Fact Box Level: 8.754 Tokens: 273 Types: 175 TTR: 0.641 |
Communicating in the New Age
E-mail is a new way of communication for professionals in every area all over the world. It is a means of "meeting" people with similar research interests or problems. E-mailers "write" letters at leisure on their computers, then send them through their telephone line to an online terminal far away. E-mail addresseseither names or numbersautomatically send mails to the right locations. E-mailing is not live conversation but, unlike the US "snail mail", as American e-mailers call their postal service, reply can be back at once or within hours, depending on how often the receiver checks in his computer.
E-mail can also create friendship and draw families closer. E-mailers sit in comfortable chairs and "chat" with unseen friends or relatives in other parts of the country or of the world in front of the screen, feeling like meeting pals over a cup of coffee. Linda, a first-year student at Oxford University in Britain, drops a few lines to her mother in New York whenever she is near a terminal. "It's funny," says her mother. "We talk more now than when Linda lived upstairs."
Sending e-mails is far cheaper than making long-distance calls and it may revive the almost lost art of letter writing. At the time when telephone service is becoming convenient and highly effective, people make calls instead of writing letters. Now e-mail has brought people back to their grammar, vocabulary, coherence and even spelling when their fingers are dancing over the keyboard. E-mailing brings people together and makes the world even smaller.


__TASK PROMPT__.
Search the records for the string "button", then copy each line where it appears.

__EXERCISE INPUTS__.
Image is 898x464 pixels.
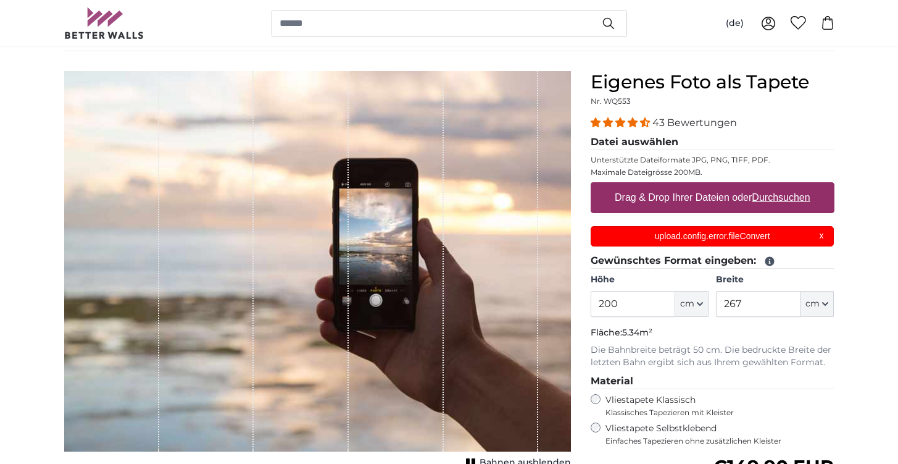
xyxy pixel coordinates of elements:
button: cm [801,291,834,317]
u: Durchsuchen [752,192,810,203]
span: 4.40 stars [591,117,653,128]
label: Breite [716,274,834,286]
span: 5.34m² [622,327,653,338]
legend: Datei auswählen [591,135,835,150]
span: Nr. WQ553 [591,96,631,106]
label: Höhe [591,274,709,286]
p: Unterstützte Dateiformate JPG, PNG, TIFF, PDF. [591,155,835,165]
img: Betterwalls [64,7,144,39]
p: Maximale Dateigrösse 200MB. [591,167,835,177]
p: Fläche: [591,327,835,339]
legend: Material [591,374,835,389]
div: upload.config.error.fileConvert [591,226,835,246]
span: Einfaches Tapezieren ohne zusätzlichen Kleister [606,436,835,446]
span: cm [806,298,820,310]
button: cm [675,291,709,317]
legend: Gewünschtes Format eingeben: [591,253,835,269]
p: Die Bahnbreite beträgt 50 cm. Die bedruckte Breite der letzten Bahn ergibt sich aus Ihrem gewählt... [591,344,835,369]
label: Drag & Drop Ihrer Dateien oder [610,185,816,210]
p: upload.config.error.fileConvert [598,230,827,243]
span: cm [680,298,695,310]
button: (de) [716,12,754,35]
span: 43 Bewertungen [653,117,737,128]
span: Klassisches Tapezieren mit Kleister [606,407,824,417]
label: Vliestapete Selbstklebend [606,422,835,446]
h1: Eigenes Foto als Tapete [591,71,835,93]
label: Vliestapete Klassisch [606,394,824,417]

__OUTPUT__.
button: cm [801,291,834,317]
button: cm [675,291,709,317]
button: (de) [716,12,754,35]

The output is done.